Senate votes down measure aiming to limit Trump’s war powers by 53-47 vote | US Senate
Senate Republicans on Wednesday blocked a measure that aimed to rein in Donald Trump’s power to wage war against Iran without congressional authorization.
The 53-47 vote against taking up the measure fell almost completely along party lines, with no movement from earlier this month when Republicans blocked Democrats’ bid to limit Trump’s war-making power in the days after the joint US-Israeli strikes, known as Operation Epic Fury, began across Iran.
“We do not know Donald Trump’s goals. We do not know Donald Trump’s timeline. We do not know what victory even looks like in his eyes,” Chuck Schumer, the Democratic leader, said before the vote, urging Republicans to support the effort to force a debate on the war. “Enough is enough.”
The senator Rand Paul of Kentucky, who has led several war-powers efforts, was the only Republican to vote in support of the measure, while the senator John Fetterman of Pennsylvania, who has emerged as a staunch supporter of Israel, was the only Democrat to break with his party and vote against the resolution.
“If there’s anything that is plain in that constitution, it is that a president does not have the power to unilaterally bring a nation and its treasure, to bring a nation and its men and women, into conflict without a say of Congress,” the senator Cory Booker, who led the war-powers resolution, said in a floor speech before the vote.
Booker acknowledged that he would not succeed, but vowed to continue to introduce measures that would force Congress to debate and authorize military action.
He said: “Me and my colleagues will bring up these resolutions again and again and again as more and more Americans on both sides of the aisle see this war for what it is: one president’s decision.”
Republican senator Tom Cotton, who chairs the Senate’s intelligence committee, argued strongly against the measure, claiming Iran had been prepared to attack the US first and that the Trump administration had been obligated to act quickly in response.
“Given these facts on the ground, we were left with no choice,” Cotton said on the Senate floor. “Iran had already loaded and cocked the gun. What were you supposed to do? Wait till they pulled the trigger? Of course not.”
It was the second attempt by Democrats to force Congress to weigh in on the open-ended US-Israeli military campaign that began late last month. More than 1,300 Iranians have been killed, as have hundreds of civilians in Lebanon and 15 people in Israel.
The cost of the war exceeded $11.3bn in its first week and scrambled global supply chains for oil, fertilizer and aluminum. Earlier this week, US allies rebuffed Trump’s demand for help reopening the critical strait of Hormuz, insisting they would not join a war the US president started without their consultation.
Earlier on Wednesday, Tulsi Gabbard, the director of national intelligence, testified that Iran’s nuclear program had been “obliterated” by the US strikes on the country last year – and that Iran had made no effort to rebuild since.
The president has repeatedly said the US needed to wage war against Iran to stave off what the administration has described as an imminent threat from Tehran’s Islamic Republic.
Pressed by lawmakers on whether Iran had posed an imminent nuclear threat before the strikes, Gabbard, who, as a presidential candidate in 2020 sold shirts that said “No War With Iran,” repeatedly deflected and said it was a conclusion for the president to draw.
The vote comes a day after Joe Kent, who led the National Counterterrorism Center and was a top aide to Gabbard, resigned in protest against the war in Iran, underlining the fury corners of Trump’s “America First” coalition are feeling over the vote.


■ What you are asked to do
Looking at the records below, please work out how many lines contain the word "income" and give the number alone.

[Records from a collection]
━━━━

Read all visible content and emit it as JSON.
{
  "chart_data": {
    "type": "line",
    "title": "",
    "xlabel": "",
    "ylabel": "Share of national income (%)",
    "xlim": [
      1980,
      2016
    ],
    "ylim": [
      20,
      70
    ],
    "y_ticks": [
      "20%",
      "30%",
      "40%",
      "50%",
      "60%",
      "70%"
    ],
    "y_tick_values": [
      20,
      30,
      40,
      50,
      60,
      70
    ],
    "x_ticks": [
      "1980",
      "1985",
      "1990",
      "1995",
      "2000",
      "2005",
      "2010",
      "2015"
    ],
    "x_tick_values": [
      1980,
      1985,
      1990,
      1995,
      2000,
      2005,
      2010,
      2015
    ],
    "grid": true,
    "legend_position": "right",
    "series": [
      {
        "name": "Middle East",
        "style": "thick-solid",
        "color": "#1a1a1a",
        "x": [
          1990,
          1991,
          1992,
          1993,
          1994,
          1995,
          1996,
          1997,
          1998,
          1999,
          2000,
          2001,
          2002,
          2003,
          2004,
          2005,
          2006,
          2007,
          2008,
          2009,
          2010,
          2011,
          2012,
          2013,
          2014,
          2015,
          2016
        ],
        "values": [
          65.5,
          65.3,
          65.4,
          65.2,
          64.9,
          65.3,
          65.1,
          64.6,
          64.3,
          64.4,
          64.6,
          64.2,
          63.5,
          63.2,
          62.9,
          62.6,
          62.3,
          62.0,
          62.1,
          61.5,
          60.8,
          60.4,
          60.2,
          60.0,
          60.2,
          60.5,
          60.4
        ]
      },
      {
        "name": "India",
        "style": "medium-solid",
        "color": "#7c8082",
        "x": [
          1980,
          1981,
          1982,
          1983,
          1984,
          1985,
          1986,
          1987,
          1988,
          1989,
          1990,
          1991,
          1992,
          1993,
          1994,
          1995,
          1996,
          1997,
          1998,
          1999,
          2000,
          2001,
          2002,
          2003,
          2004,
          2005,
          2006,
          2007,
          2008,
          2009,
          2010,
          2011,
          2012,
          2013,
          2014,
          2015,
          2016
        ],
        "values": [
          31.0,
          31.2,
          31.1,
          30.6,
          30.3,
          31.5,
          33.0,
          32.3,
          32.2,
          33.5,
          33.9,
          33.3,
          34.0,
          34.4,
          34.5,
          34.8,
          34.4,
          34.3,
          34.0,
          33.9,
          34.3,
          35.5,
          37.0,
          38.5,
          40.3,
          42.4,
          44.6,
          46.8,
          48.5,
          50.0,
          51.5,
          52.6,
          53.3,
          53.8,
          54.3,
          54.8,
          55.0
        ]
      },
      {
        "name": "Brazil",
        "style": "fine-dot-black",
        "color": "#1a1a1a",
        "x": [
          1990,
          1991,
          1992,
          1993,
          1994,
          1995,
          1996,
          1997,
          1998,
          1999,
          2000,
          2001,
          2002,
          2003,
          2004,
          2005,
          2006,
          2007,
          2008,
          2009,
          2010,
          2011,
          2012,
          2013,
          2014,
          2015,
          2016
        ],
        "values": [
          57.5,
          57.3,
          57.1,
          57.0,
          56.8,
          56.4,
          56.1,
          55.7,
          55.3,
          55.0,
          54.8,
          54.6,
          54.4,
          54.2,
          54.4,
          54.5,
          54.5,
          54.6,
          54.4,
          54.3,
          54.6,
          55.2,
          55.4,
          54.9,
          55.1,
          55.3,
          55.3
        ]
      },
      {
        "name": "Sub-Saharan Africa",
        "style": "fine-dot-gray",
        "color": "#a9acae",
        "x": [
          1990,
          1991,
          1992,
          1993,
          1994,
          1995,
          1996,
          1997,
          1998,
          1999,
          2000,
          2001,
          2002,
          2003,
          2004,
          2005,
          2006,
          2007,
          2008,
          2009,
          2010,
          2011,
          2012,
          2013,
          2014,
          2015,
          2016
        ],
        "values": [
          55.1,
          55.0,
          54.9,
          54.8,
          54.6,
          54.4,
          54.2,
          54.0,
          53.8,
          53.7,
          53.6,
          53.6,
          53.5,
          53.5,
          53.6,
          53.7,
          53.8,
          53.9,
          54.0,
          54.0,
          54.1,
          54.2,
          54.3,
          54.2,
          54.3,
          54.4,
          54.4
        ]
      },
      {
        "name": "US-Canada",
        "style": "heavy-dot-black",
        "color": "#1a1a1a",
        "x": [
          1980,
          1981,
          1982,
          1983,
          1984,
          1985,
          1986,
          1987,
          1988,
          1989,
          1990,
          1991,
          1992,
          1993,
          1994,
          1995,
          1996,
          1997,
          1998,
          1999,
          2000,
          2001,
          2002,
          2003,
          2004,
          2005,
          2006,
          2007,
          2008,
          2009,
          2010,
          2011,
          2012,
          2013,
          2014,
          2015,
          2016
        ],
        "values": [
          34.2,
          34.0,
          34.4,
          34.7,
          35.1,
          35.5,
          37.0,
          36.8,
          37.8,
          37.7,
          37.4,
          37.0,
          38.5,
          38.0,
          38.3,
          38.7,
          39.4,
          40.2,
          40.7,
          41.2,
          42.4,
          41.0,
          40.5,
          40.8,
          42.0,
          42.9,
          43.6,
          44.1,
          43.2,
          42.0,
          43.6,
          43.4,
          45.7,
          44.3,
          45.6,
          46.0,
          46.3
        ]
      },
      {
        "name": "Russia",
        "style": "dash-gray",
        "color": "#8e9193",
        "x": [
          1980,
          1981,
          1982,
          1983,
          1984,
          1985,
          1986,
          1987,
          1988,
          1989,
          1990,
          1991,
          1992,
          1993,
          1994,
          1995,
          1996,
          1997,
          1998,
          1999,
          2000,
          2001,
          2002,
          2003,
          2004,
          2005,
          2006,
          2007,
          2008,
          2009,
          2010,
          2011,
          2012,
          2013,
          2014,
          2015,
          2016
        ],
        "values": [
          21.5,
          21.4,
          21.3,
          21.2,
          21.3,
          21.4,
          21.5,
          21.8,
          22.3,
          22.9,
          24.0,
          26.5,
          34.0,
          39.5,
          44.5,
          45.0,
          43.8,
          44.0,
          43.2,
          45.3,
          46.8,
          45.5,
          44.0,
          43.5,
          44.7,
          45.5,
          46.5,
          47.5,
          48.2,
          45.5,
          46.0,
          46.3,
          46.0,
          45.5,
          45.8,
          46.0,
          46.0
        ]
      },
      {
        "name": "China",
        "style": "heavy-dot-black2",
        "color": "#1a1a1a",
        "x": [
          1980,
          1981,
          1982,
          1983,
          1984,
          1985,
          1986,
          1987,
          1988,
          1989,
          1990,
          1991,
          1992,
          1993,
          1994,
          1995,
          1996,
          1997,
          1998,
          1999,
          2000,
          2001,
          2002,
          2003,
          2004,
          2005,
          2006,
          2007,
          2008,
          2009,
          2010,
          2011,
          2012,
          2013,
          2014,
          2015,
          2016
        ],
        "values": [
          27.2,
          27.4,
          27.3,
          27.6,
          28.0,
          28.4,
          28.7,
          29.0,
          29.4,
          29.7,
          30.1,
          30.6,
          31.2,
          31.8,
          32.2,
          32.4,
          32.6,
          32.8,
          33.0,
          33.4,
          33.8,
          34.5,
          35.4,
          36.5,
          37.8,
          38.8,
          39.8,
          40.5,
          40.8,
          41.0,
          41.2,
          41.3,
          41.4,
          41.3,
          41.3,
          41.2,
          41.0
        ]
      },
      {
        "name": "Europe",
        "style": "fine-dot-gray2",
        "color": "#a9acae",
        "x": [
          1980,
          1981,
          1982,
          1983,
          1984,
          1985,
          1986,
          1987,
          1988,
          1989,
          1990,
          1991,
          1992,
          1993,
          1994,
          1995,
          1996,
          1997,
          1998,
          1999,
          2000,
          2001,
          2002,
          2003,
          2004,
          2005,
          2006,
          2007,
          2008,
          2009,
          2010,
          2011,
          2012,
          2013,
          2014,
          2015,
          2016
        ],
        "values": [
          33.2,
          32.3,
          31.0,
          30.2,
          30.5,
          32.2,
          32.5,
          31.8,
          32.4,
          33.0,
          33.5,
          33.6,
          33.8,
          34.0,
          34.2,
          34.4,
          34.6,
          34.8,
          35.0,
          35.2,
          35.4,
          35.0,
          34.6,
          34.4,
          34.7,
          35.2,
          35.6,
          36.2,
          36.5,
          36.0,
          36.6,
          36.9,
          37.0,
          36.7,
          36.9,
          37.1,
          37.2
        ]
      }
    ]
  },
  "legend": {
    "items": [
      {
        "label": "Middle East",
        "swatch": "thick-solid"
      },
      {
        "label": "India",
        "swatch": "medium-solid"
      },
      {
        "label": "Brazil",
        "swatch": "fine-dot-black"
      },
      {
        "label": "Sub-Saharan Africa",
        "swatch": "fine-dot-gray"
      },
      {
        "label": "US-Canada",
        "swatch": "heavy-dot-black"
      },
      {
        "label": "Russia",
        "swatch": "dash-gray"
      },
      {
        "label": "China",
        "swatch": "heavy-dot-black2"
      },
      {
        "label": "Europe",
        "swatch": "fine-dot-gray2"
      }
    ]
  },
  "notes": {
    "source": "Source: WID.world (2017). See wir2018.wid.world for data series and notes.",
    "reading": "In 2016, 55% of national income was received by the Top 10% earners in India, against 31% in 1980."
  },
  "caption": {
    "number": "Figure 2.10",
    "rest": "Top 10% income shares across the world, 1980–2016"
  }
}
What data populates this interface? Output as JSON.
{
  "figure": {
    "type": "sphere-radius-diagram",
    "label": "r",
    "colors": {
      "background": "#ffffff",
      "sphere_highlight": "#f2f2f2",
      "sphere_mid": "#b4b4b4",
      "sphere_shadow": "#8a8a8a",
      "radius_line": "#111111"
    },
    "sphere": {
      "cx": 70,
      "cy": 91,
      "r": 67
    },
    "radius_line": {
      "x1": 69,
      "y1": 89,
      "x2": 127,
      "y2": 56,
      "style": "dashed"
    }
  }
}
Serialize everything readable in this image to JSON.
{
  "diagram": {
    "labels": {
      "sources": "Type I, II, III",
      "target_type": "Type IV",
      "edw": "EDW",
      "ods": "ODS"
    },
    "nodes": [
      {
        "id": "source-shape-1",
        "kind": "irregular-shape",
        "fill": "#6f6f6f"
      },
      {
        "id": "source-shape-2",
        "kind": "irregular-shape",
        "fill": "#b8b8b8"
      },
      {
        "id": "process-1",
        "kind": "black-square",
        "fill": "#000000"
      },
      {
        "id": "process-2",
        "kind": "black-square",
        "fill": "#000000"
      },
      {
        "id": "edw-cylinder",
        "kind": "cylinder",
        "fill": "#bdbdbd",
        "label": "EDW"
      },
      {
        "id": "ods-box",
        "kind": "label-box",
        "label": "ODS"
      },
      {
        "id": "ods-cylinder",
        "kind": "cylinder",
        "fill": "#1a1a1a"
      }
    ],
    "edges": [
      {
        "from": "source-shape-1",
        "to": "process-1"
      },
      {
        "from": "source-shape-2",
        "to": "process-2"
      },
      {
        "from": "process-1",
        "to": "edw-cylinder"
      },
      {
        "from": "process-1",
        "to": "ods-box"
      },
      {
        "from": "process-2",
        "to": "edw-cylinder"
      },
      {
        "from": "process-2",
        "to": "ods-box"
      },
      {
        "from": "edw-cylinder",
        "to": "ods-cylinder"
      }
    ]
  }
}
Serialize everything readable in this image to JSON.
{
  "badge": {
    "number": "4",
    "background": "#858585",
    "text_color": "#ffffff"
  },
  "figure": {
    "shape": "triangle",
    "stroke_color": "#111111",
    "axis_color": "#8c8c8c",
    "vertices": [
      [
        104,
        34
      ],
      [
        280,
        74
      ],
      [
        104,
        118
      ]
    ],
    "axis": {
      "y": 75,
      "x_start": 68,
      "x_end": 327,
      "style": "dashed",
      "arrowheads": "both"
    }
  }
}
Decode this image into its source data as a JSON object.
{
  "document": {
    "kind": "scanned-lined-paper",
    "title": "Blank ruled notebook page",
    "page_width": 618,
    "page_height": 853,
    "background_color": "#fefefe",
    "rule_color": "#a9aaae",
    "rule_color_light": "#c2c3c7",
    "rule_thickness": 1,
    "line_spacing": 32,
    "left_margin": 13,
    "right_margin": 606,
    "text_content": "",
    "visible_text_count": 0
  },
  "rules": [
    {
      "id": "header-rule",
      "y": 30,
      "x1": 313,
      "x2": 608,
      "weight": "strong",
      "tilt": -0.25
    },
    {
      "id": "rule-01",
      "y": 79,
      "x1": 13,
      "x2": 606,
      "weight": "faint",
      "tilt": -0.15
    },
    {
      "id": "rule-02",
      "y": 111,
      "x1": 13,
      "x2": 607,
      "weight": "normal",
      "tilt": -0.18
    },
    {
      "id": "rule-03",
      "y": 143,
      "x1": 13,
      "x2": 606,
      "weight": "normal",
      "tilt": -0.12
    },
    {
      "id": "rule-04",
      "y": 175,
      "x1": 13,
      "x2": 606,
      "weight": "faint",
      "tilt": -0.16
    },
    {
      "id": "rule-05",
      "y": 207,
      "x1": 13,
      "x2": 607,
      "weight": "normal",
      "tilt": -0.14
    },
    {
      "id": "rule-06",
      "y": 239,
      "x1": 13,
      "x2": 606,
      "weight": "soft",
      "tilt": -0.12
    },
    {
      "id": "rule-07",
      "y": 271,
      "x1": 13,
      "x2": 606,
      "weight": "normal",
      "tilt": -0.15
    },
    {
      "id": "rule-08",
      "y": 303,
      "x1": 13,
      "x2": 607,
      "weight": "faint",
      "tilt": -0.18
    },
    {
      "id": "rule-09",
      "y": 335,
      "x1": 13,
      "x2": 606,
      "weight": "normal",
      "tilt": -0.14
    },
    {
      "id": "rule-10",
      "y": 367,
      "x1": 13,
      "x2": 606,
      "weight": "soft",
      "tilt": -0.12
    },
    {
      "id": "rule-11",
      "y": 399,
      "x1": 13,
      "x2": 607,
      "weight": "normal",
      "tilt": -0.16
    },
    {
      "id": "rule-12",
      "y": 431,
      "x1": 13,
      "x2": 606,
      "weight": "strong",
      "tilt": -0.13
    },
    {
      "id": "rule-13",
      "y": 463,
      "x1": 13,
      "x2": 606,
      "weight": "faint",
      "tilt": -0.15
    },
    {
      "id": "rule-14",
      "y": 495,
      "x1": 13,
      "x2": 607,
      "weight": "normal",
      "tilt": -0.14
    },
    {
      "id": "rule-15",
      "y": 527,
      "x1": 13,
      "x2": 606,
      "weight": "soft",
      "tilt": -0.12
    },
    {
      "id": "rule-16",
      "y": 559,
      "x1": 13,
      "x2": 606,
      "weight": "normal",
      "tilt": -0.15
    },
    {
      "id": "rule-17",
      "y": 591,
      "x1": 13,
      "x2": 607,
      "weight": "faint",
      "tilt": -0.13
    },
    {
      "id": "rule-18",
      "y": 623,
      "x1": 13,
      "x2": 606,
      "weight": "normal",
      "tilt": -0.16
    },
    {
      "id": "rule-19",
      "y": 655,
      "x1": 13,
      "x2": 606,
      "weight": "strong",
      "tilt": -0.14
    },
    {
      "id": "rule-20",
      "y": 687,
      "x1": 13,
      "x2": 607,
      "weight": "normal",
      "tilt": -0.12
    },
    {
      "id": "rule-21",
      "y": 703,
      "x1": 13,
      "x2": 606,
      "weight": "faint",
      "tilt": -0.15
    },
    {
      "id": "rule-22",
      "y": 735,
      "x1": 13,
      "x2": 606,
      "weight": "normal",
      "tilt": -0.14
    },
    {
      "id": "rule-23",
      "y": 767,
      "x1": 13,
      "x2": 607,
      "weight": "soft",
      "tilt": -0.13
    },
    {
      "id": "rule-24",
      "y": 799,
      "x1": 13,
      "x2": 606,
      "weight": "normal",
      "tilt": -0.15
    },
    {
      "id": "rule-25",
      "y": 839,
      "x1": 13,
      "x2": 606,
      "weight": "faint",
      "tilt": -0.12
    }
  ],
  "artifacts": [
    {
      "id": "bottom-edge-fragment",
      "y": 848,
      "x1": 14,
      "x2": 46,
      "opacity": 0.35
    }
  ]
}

━━━━

■ Exercise response
3